Build Visual Studio extensions using Visual Studio extensions

Mads Kristensen

What if the community of extension authors banded together to add powerful features to Visual Studio that made it easier to create extensions? What if those features could be delivered in individually released extensions, but joined by a single installation experience that allows the user to choose which of the features to install? That’s the idea behind Extensibility Essentials – an extension pack that ships community-recommended extensions for extension authors.

Extension authors are usually interested in improving their own tooling in Visual Studio – either by installing extensions created by others or by building some themselves. By banding together, we can create the best and most comprehensive tooling experience for extension authoring. So, let’s test that theory by creating a range of extensions published to the Marketplace under our own accounts, and reference them in Extensibility Essentials to provide a unified and simple installation experience.

The individual extensions can and probably should be single purpose in nature. This prevents feature-creep where additional features are added that may or may not be useful for extension authors.

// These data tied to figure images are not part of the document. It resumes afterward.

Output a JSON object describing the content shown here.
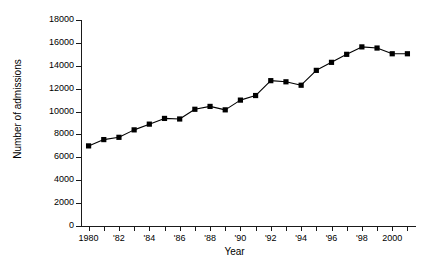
{
  "chart_data": {
    "type": "line",
    "title": "",
    "subtitle": "",
    "xlabel": "Year",
    "ylabel": "Number of admissions",
    "xlim": [
      1979.5,
      2001.5
    ],
    "ylim": [
      0,
      18000
    ],
    "grid": false,
    "legend": null,
    "marker": "square",
    "line_color": "#000000",
    "marker_color": "#000000",
    "ytick_values": [
      0,
      2000,
      4000,
      6000,
      8000,
      10000,
      12000,
      14000,
      16000,
      18000
    ],
    "ytick_labels": [
      "0",
      "2000",
      "4000",
      "6000",
      "8000",
      "10000",
      "12000",
      "14000",
      "16000",
      "18000"
    ],
    "xtick_values": [
      1980,
      1981,
      1982,
      1983,
      1984,
      1985,
      1986,
      1987,
      1988,
      1989,
      1990,
      1991,
      1992,
      1993,
      1994,
      1995,
      1996,
      1997,
      1998,
      1999,
      2000,
      2001
    ],
    "xtick_labels": [
      "1980",
      "",
      "'82",
      "",
      "'84",
      "",
      "'86",
      "",
      "'88",
      "",
      "'90",
      "",
      "'92",
      "",
      "'94",
      "",
      "'96",
      "",
      "'98",
      "",
      "2000",
      ""
    ],
    "x": [
      1980,
      1981,
      1982,
      1983,
      1984,
      1985,
      1986,
      1987,
      1988,
      1989,
      1990,
      1991,
      1992,
      1993,
      1994,
      1995,
      1996,
      1997,
      1998,
      1999,
      2000,
      2001
    ],
    "values": [
      7000,
      7550,
      7750,
      8400,
      8900,
      9400,
      9350,
      10200,
      10450,
      10150,
      11000,
      11400,
      12700,
      12600,
      12300,
      13600,
      14300,
      15000,
      15650,
      15550,
      15050,
      15050
    ],
    "categories": [
      "1980",
      "1981",
      "1982",
      "1983",
      "1984",
      "1985",
      "1986",
      "1987",
      "1988",
      "1989",
      "1990",
      "1991",
      "1992",
      "1993",
      "1994",
      "1995",
      "1996",
      "1997",
      "1998",
      "1999",
      "2000",
      "2001"
    ],
    "series": [
      {
        "name": "Number of admissions",
        "values": [
          7000,
          7550,
          7750,
          8400,
          8900,
          9400,
          9350,
          10200,
          10450,
          10150,
          11000,
          11400,
          12700,
          12600,
          12300,
          13600,
          14300,
          15000,
          15650,
          15550,
          15050,
          15050
        ]
      }
    ]
  }
}
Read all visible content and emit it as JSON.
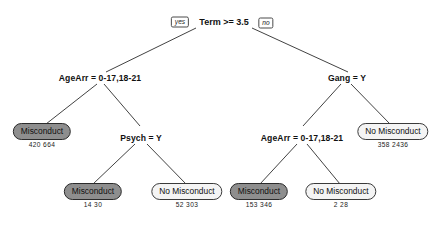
{
  "diagram": {
    "type": "decision-tree",
    "root": {
      "label": "Term >= 3.5",
      "yes_tag": "yes",
      "no_tag": "no"
    },
    "splits": [
      {
        "id": "agearr-left",
        "label": "AgeArr = 0-17,18-21"
      },
      {
        "id": "psych",
        "label": "Psych = Y"
      },
      {
        "id": "gang",
        "label": "Gang = Y"
      },
      {
        "id": "agearr-right",
        "label": "AgeArr = 0-17,18-21"
      }
    ],
    "leaves": [
      {
        "id": "leaf-1",
        "label": "Misconduct",
        "shaded": true,
        "counts": "420  664",
        "n1": 420,
        "n2": 664
      },
      {
        "id": "leaf-2",
        "label": "Misconduct",
        "shaded": true,
        "counts": "14  30",
        "n1": 14,
        "n2": 30
      },
      {
        "id": "leaf-3",
        "label": "No Misconduct",
        "shaded": false,
        "counts": "52  303",
        "n1": 52,
        "n2": 303
      },
      {
        "id": "leaf-4",
        "label": "Misconduct",
        "shaded": true,
        "counts": "153  346",
        "n1": 153,
        "n2": 346
      },
      {
        "id": "leaf-5",
        "label": "No Misconduct",
        "shaded": false,
        "counts": "2  28",
        "n1": 2,
        "n2": 28
      },
      {
        "id": "leaf-6",
        "label": "No Misconduct",
        "shaded": false,
        "counts": "358  2436",
        "n1": 358,
        "n2": 2436
      }
    ],
    "colors": {
      "shaded_fill": "#8e8e8e",
      "plain_fill": "#f4f4f4",
      "stroke": "#3a3a3a",
      "text": "#101010",
      "background": "#ffffff"
    }
  }
}
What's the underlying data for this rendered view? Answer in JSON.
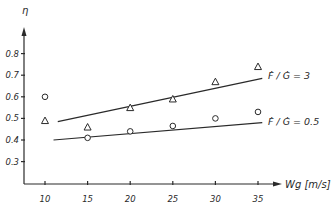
{
  "chart_data": {
    "type": "scatter",
    "title": "",
    "xlabel": "Wg [m/s]",
    "ylabel": "η",
    "xlim": [
      7,
      39
    ],
    "ylim": [
      0.2,
      0.88
    ],
    "x_ticks": [
      10,
      15,
      20,
      25,
      30,
      35
    ],
    "y_ticks": [
      0.3,
      0.4,
      0.5,
      0.6,
      0.7,
      0.8
    ],
    "x_tick_labels": [
      "10",
      "15",
      "20",
      "25",
      "30",
      "35"
    ],
    "y_tick_labels": [
      "0.3",
      "0.4",
      "0.5",
      "0.6",
      "0.7",
      "0.8"
    ],
    "grid": false,
    "legend_position": "inline-right",
    "x": [
      10,
      15,
      20,
      25,
      30,
      35
    ],
    "series": [
      {
        "name": "F/G = 3",
        "label_text": "Ḟ / Ġ  = 3",
        "marker": "triangle",
        "values": [
          0.49,
          0.46,
          0.55,
          0.59,
          0.67,
          0.74
        ],
        "fit_line": {
          "x": [
            11.5,
            35.5
          ],
          "y": [
            0.485,
            0.685
          ]
        }
      },
      {
        "name": "F/G = 0.5",
        "label_text": "Ḟ / Ġ  = 0.5",
        "marker": "circle",
        "values": [
          0.6,
          0.41,
          0.44,
          0.465,
          0.5,
          0.53
        ],
        "fit_line": {
          "x": [
            11.0,
            35.5
          ],
          "y": [
            0.4,
            0.48
          ]
        }
      }
    ]
  },
  "axes": {
    "x_label": "Wg [m/s]",
    "y_label": "η"
  }
}
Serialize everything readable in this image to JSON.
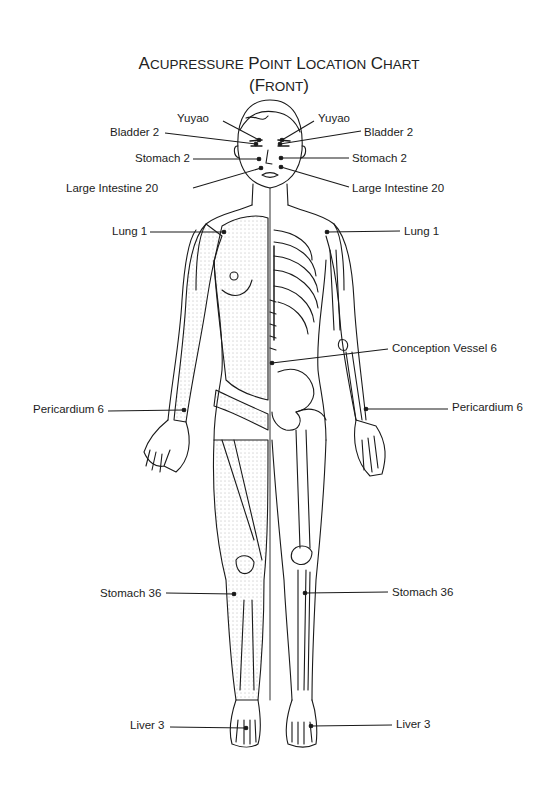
{
  "title": {
    "line1": [
      {
        "cap": "A",
        "rest": "CUPRESSURE"
      },
      {
        "cap": "P",
        "rest": "OINT"
      },
      {
        "cap": "L",
        "rest": "OCATION"
      },
      {
        "cap": "C",
        "rest": "HART"
      }
    ],
    "line2": {
      "open": "(",
      "cap": "F",
      "rest": "RONT",
      "close": ")"
    },
    "full_text": "Acupressure Point Location Chart (Front)"
  },
  "colors": {
    "line": "#1a1a1a",
    "stipple": "#777777",
    "background": "#ffffff"
  },
  "points": [
    {
      "id": "yuyao-left",
      "label": "Yuyao",
      "side": "left",
      "lx": 177,
      "ly": 112,
      "x1": 223,
      "y1": 121,
      "x2": 259,
      "y2": 140
    },
    {
      "id": "yuyao-right",
      "label": "Yuyao",
      "side": "right",
      "lx": 318,
      "ly": 112,
      "x1": 314,
      "y1": 121,
      "x2": 282,
      "y2": 140
    },
    {
      "id": "bladder2-left",
      "label": "Bladder 2",
      "side": "left",
      "lx": 110,
      "ly": 126,
      "x1": 165,
      "y1": 133,
      "x2": 256,
      "y2": 144
    },
    {
      "id": "bladder2-right",
      "label": "Bladder 2",
      "side": "right",
      "lx": 364,
      "ly": 126,
      "x1": 361,
      "y1": 131,
      "x2": 280,
      "y2": 144
    },
    {
      "id": "stomach2-left",
      "label": "Stomach 2",
      "side": "left",
      "lx": 135,
      "ly": 152,
      "x1": 193,
      "y1": 159,
      "x2": 259,
      "y2": 159
    },
    {
      "id": "stomach2-right",
      "label": "Stomach 2",
      "side": "right",
      "lx": 352,
      "ly": 152,
      "x1": 349,
      "y1": 158,
      "x2": 281,
      "y2": 158
    },
    {
      "id": "li20-left",
      "label": "Large Intestine 20",
      "side": "left",
      "lx": 66,
      "ly": 182,
      "x1": 193,
      "y1": 188,
      "x2": 261,
      "y2": 168
    },
    {
      "id": "li20-right",
      "label": "Large Intestine 20",
      "side": "right",
      "lx": 352,
      "ly": 182,
      "x1": 349,
      "y1": 187,
      "x2": 281,
      "y2": 167
    },
    {
      "id": "lung1-left",
      "label": "Lung 1",
      "side": "left",
      "lx": 112,
      "ly": 225,
      "x1": 150,
      "y1": 232,
      "x2": 224,
      "y2": 232
    },
    {
      "id": "lung1-right",
      "label": "Lung 1",
      "side": "right",
      "lx": 404,
      "ly": 225,
      "x1": 400,
      "y1": 231,
      "x2": 327,
      "y2": 232
    },
    {
      "id": "cv6",
      "label": "Conception Vessel 6",
      "side": "right",
      "lx": 392,
      "ly": 342,
      "x1": 388,
      "y1": 349,
      "x2": 272,
      "y2": 363
    },
    {
      "id": "pc6-left",
      "label": "Pericardium 6",
      "side": "left",
      "lx": 33,
      "ly": 403,
      "x1": 108,
      "y1": 411,
      "x2": 184,
      "y2": 410
    },
    {
      "id": "pc6-right",
      "label": "Pericardium 6",
      "side": "right",
      "lx": 452,
      "ly": 401,
      "x1": 448,
      "y1": 409,
      "x2": 366,
      "y2": 409
    },
    {
      "id": "st36-left",
      "label": "Stomach 36",
      "side": "left",
      "lx": 100,
      "ly": 587,
      "x1": 166,
      "y1": 593,
      "x2": 234,
      "y2": 594
    },
    {
      "id": "st36-right",
      "label": "Stomach 36",
      "side": "right",
      "lx": 392,
      "ly": 586,
      "x1": 388,
      "y1": 592,
      "x2": 305,
      "y2": 593
    },
    {
      "id": "liver3-left",
      "label": "Liver 3",
      "side": "left",
      "lx": 130,
      "ly": 719,
      "x1": 170,
      "y1": 727,
      "x2": 246,
      "y2": 728
    },
    {
      "id": "liver3-right",
      "label": "Liver 3",
      "side": "right",
      "lx": 396,
      "ly": 718,
      "x1": 392,
      "y1": 725,
      "x2": 311,
      "y2": 726
    }
  ]
}
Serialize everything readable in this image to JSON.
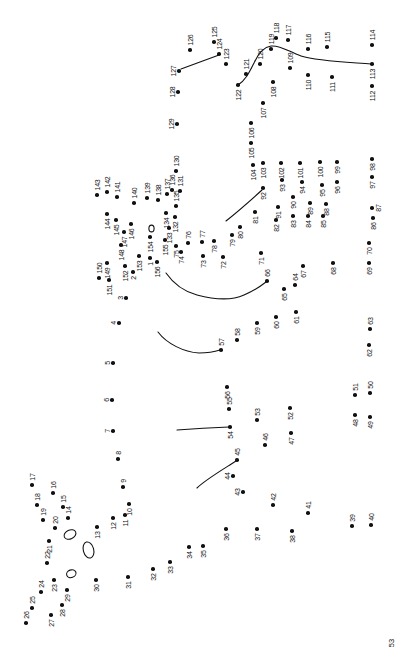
{
  "page": {
    "width": 399,
    "height": 653,
    "background": "#ffffff",
    "ink_color": "#111111",
    "page_number": "53"
  },
  "puzzle": {
    "type": "connect-the-dots",
    "dot_count": 156,
    "dot_diameter_px": 3.6,
    "label_font_px": 7,
    "points": [
      [
        1,
        150,
        258,
        "b"
      ],
      [
        2,
        133,
        272,
        "b"
      ],
      [
        3,
        126,
        298,
        "l"
      ],
      [
        4,
        119,
        323,
        "l"
      ],
      [
        5,
        113,
        363,
        "l"
      ],
      [
        6,
        112,
        400,
        "l"
      ],
      [
        7,
        113,
        431,
        "l"
      ],
      [
        8,
        118,
        459,
        "a"
      ],
      [
        9,
        123,
        487,
        "a"
      ],
      [
        10,
        129,
        504,
        "b"
      ],
      [
        11,
        125,
        515,
        "b"
      ],
      [
        12,
        113,
        518,
        "b"
      ],
      [
        13,
        97,
        527,
        "b"
      ],
      [
        14,
        68,
        518,
        "a"
      ],
      [
        15,
        63,
        507,
        "a"
      ],
      [
        16,
        53,
        493,
        "a"
      ],
      [
        17,
        32,
        485,
        "a"
      ],
      [
        18,
        37,
        505,
        "a"
      ],
      [
        19,
        43,
        520,
        "a"
      ],
      [
        20,
        55,
        528,
        "a"
      ],
      [
        21,
        49,
        541,
        "b"
      ],
      [
        22,
        47,
        563,
        "a"
      ],
      [
        23,
        54,
        580,
        "b"
      ],
      [
        24,
        41,
        592,
        "a"
      ],
      [
        25,
        32,
        608,
        "a"
      ],
      [
        26,
        26,
        623,
        "a"
      ],
      [
        27,
        51,
        615,
        "b"
      ],
      [
        28,
        62,
        605,
        "b"
      ],
      [
        29,
        67,
        590,
        "b"
      ],
      [
        30,
        96,
        580,
        "b"
      ],
      [
        31,
        128,
        577,
        "b"
      ],
      [
        32,
        153,
        569,
        "b"
      ],
      [
        33,
        170,
        562,
        "b"
      ],
      [
        34,
        189,
        547,
        "b"
      ],
      [
        35,
        203,
        546,
        "b"
      ],
      [
        36,
        226,
        529,
        "b"
      ],
      [
        37,
        257,
        529,
        "b"
      ],
      [
        38,
        292,
        531,
        "b"
      ],
      [
        39,
        352,
        526,
        "a"
      ],
      [
        40,
        371,
        525,
        "a"
      ],
      [
        41,
        308,
        513,
        "a"
      ],
      [
        42,
        273,
        505,
        "a"
      ],
      [
        43,
        243,
        492,
        "l"
      ],
      [
        44,
        233,
        476,
        "l"
      ],
      [
        45,
        237,
        460,
        "a"
      ],
      [
        46,
        265,
        445,
        "a"
      ],
      [
        47,
        291,
        433,
        "b"
      ],
      [
        48,
        355,
        415,
        "b"
      ],
      [
        49,
        370,
        417,
        "b"
      ],
      [
        50,
        370,
        393,
        "a"
      ],
      [
        51,
        355,
        395,
        "a"
      ],
      [
        52,
        290,
        408,
        "b"
      ],
      [
        53,
        257,
        420,
        "a"
      ],
      [
        54,
        230,
        427,
        "b"
      ],
      [
        55,
        229,
        409,
        "a"
      ],
      [
        56,
        227,
        387,
        "b"
      ],
      [
        57,
        221,
        350,
        "a"
      ],
      [
        58,
        237,
        340,
        "a"
      ],
      [
        59,
        257,
        323,
        "b"
      ],
      [
        60,
        276,
        317,
        "b"
      ],
      [
        61,
        296,
        312,
        "b"
      ],
      [
        62,
        369,
        345,
        "b"
      ],
      [
        63,
        370,
        329,
        "a"
      ],
      [
        64,
        295,
        285,
        "a"
      ],
      [
        65,
        284,
        289,
        "b"
      ],
      [
        66,
        267,
        281,
        "a"
      ],
      [
        67,
        303,
        266,
        "b"
      ],
      [
        68,
        333,
        263,
        "b"
      ],
      [
        69,
        369,
        263,
        "b"
      ],
      [
        70,
        369,
        243,
        "b"
      ],
      [
        71,
        261,
        253,
        "b"
      ],
      [
        72,
        223,
        257,
        "b"
      ],
      [
        73,
        203,
        256,
        "b"
      ],
      [
        74,
        181,
        252,
        "b"
      ],
      [
        75,
        176,
        246,
        "b"
      ],
      [
        76,
        188,
        243,
        "a"
      ],
      [
        77,
        202,
        242,
        "a"
      ],
      [
        78,
        214,
        241,
        "b"
      ],
      [
        79,
        232,
        235,
        "b"
      ],
      [
        80,
        240,
        227,
        "b"
      ],
      [
        81,
        255,
        212,
        "b"
      ],
      [
        82,
        276,
        220,
        "b"
      ],
      [
        83,
        293,
        216,
        "b"
      ],
      [
        84,
        308,
        216,
        "b"
      ],
      [
        85,
        323,
        216,
        "b"
      ],
      [
        86,
        373,
        218,
        "b"
      ],
      [
        87,
        372,
        208,
        "r"
      ],
      [
        88,
        326,
        204,
        "b"
      ],
      [
        89,
        310,
        203,
        "b"
      ],
      [
        90,
        293,
        197,
        "b"
      ],
      [
        91,
        278,
        207,
        "b"
      ],
      [
        92,
        263,
        188,
        "b"
      ],
      [
        93,
        282,
        180,
        "b"
      ],
      [
        94,
        302,
        182,
        "b"
      ],
      [
        95,
        322,
        185,
        "b"
      ],
      [
        96,
        337,
        182,
        "b"
      ],
      [
        97,
        372,
        177,
        "b"
      ],
      [
        98,
        372,
        159,
        "b"
      ],
      [
        99,
        337,
        162,
        "b"
      ],
      [
        100,
        320,
        162,
        "b"
      ],
      [
        101,
        300,
        163,
        "b"
      ],
      [
        102,
        281,
        163,
        "b"
      ],
      [
        103,
        263,
        163,
        "b"
      ],
      [
        104,
        253,
        165,
        "b"
      ],
      [
        105,
        251,
        143,
        "b"
      ],
      [
        106,
        251,
        123,
        "b"
      ],
      [
        107,
        263,
        103,
        "b"
      ],
      [
        108,
        273,
        82,
        "b"
      ],
      [
        109,
        290,
        68,
        "a"
      ],
      [
        110,
        308,
        75,
        "b"
      ],
      [
        111,
        332,
        77,
        "b"
      ],
      [
        112,
        372,
        86,
        "b"
      ],
      [
        113,
        372,
        64,
        "b"
      ],
      [
        114,
        372,
        45,
        "a"
      ],
      [
        115,
        327,
        47,
        "a"
      ],
      [
        116,
        308,
        49,
        "a"
      ],
      [
        117,
        288,
        40,
        "a"
      ],
      [
        118,
        276,
        38,
        "a"
      ],
      [
        119,
        271,
        49,
        "a"
      ],
      [
        120,
        260,
        64,
        "a"
      ],
      [
        121,
        246,
        74,
        "a"
      ],
      [
        122,
        238,
        85,
        "b"
      ],
      [
        123,
        226,
        64,
        "a"
      ],
      [
        124,
        219,
        54,
        "a"
      ],
      [
        125,
        214,
        42,
        "a"
      ],
      [
        126,
        190,
        50,
        "a"
      ],
      [
        127,
        179,
        71,
        "l"
      ],
      [
        128,
        178,
        92,
        "l"
      ],
      [
        129,
        177,
        124,
        "l"
      ],
      [
        130,
        176,
        171,
        "a"
      ],
      [
        131,
        180,
        191,
        "a"
      ],
      [
        132,
        175,
        217,
        "b"
      ],
      [
        133,
        169,
        228,
        "b"
      ],
      [
        134,
        166,
        213,
        "b"
      ],
      [
        135,
        176,
        206,
        "a"
      ],
      [
        136,
        172,
        190,
        "a"
      ],
      [
        137,
        167,
        194,
        "a"
      ],
      [
        138,
        158,
        200,
        "a"
      ],
      [
        139,
        147,
        198,
        "a"
      ],
      [
        140,
        134,
        203,
        "a"
      ],
      [
        141,
        117,
        197,
        "a"
      ],
      [
        142,
        107,
        192,
        "a"
      ],
      [
        143,
        97,
        195,
        "a"
      ],
      [
        144,
        107,
        214,
        "b"
      ],
      [
        145,
        116,
        220,
        "b"
      ],
      [
        146,
        131,
        224,
        "b"
      ],
      [
        147,
        124,
        232,
        "b"
      ],
      [
        148,
        121,
        245,
        "b"
      ],
      [
        149,
        107,
        263,
        "b"
      ],
      [
        150,
        99,
        278,
        "a"
      ],
      [
        151,
        109,
        280,
        "b"
      ],
      [
        152,
        125,
        266,
        "b"
      ],
      [
        153,
        139,
        256,
        "b"
      ],
      [
        154,
        150,
        237,
        "b"
      ],
      [
        155,
        165,
        240,
        "b"
      ],
      [
        156,
        157,
        262,
        "b"
      ]
    ],
    "curves": [
      "M181,69 Q200,62 219,55",
      "M238,85 C246,80 250,71 254,63 C258,54 263,47 271,46 C281,45 289,52 301,56 C317,61 344,62 371,64",
      "M226,221 C236,213 251,200 262,190",
      "M166,273 C173,283 182,291 197,295 C216,300 233,300 244,295 C253,291 261,286 266,282",
      "M158,332 C167,344 184,352 199,353 C208,353 214,352 220,350",
      "M177,430 Q203,428 229,427",
      "M197,488 C205,480 222,470 236,461"
    ],
    "ellipses": [
      {
        "cx": 151.5,
        "cy": 228.5,
        "rx": 2.6,
        "ry": 3.4,
        "rot": 0
      },
      {
        "cx": 70,
        "cy": 534.5,
        "rx": 6.2,
        "ry": 4.4,
        "rot": -25
      },
      {
        "cx": 88.5,
        "cy": 550,
        "rx": 5.2,
        "ry": 8.2,
        "rot": -15
      },
      {
        "cx": 71.3,
        "cy": 573.7,
        "rx": 4.8,
        "ry": 3.8,
        "rot": -20
      }
    ]
  }
}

If additional features are not closely related to the extension, then simply create a new extension for them. That way it is up to the individual extension author to decide if they wish to install it. It is also crucial that the extensions follow all the best practices.

Once the individual extension is stable, it can be added to Extensibility Essentials.

The extension pack Extensibility Essentials doesn’t do anything by itself. It is a barebone extension pack that just references the individual extensions. When installing the extension pack, the user can choose which of the referenced extensions to install. At the time of this writing, there are 9 individual extensions.

How the individual extensions are listed before installing

Ideas for new extensions can be centralized to the GitHub issue tracker. By collecting ideas in a central location, it provides a single location to comment on and potentially design features ahead of implementation.

The issue tracker is for both bugs and suggested features

It would be cool if…

So next time you’re sitting in Visual Studio working on an extension, think about what feature you’d like that would make you more productive. If you can’t think of a feature, but feel there is a scenario that is particularly problematic, then open a bug on the GitHub issue tracker and let other people try to figure out how an extension could perhaps solve the issue.

Thinking “it would be cool if…” is the first step to make it possible and with the Extensibility Essentials, it might be closer to becoming reality than imagined.

Does this idea resonate with you? Let me know in the comments.